I pause and look down. She’s listening, wide-eyed. I go on. “But then I saw him shoot it up and saw how happy he was and then when he came down, it didn’t seem like meth. It seemed harmless. I told myself that. I told myself a lot of lies. So when he wanted some more a few days later, I told him I’d get it for him. We helped each other like that and now, well, now I believed I was really helping Charlie. So I went to some people I knew, the wrong people, but they had it and I got it for Charlie…used money I made begging on the street. It felt better than using it for food. We rarely fucking ate, you know. We could but it just wasn’t important. There was only one thing that was. The bloody high. So I went back to Charlie, gave him the smack. He shot it up in front of me. But…I don’t know what went wrong. Maybe he used too much, maybe it was bad stuff, maybe his body couldn’t take anymore. The problem was, I was so fucking high on meth myself that I had no idea what was going on. He died in front of me.”
“No,” she whispers breathlessly. “Lachlan…”
“Aye,” I tell her, reveling in how much stronger I feel for admitting it. “He died and I watched him die before my eyes. Me and my stray dog. We watched him die and I couldn’t do a single thing to help him. I couldn’t even help myself. I just sat there beside him, rocking back and forth, until my high wore off. Then I got up and ran. I just ran away. I don’t remember the next few days, though I’m working through them with my psychologist now, but I knew I made my choice to save my own life. I remember knocking on Jessica and Donald’s door and everything after that.

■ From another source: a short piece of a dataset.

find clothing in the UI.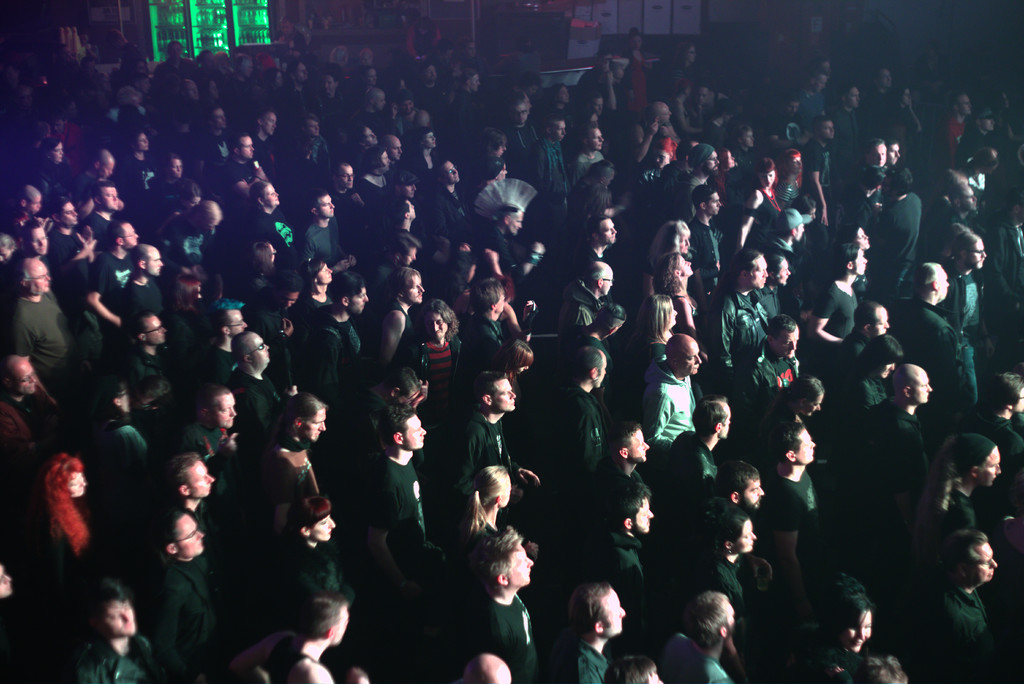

It was the day I realized I only had one life and that’s when I was born all over again.”
She breathes heavily against me and the darkness creeps closer. But I feel no fear over what I’ve told her. The truth has set me free.
“Why are you telling me this?” she finally says, her voice barely audible.
“Because I know what guilt is. And I know what death is. And I’ve finally learned that you should never attach one to the other. Or it will fucking destroy you.” I kiss the top of her head. “I know you’re going to hurt for a long time and you’re going to hate yourself but please. None of this was your fault. Don’t let the guilt tell you otherwise. Grieve for your mother with all your heart but never poison that very heart with shame. There’s no room for it there. Let it go.”
She trails her fingers down my chest but doesn’t say anything.
There’s nothing more for either of us to say.
We just breathe. Our hearts beat.
We cling to this sliver of time until she falls asleep against me.
I hold her in my arms, truth setting me free.
I just hope that same truth can save her heart.
Just as her heart saved me.
***
I decide to stay around for the funeral.
Alan is not happy.
Thierry is not happy.
Edinburgh is not happy.
No one is happy with this decision. It means I’m missing a game. It means I’m in big fucking shit and that I’ve potentially screwed the team over, especially since we’re up against Leeds.
But I’m not about to leave Kayla yet. Not when she still needs me. And she needs me more than anything. I’m there by her side as she navigates funeral arrangements and her brothers and lawyers and wills. I’m there to hold her when she breaks down and she breaks down time and time again. The strain is sometimes too much for me to bear but I handle it all because she can’t.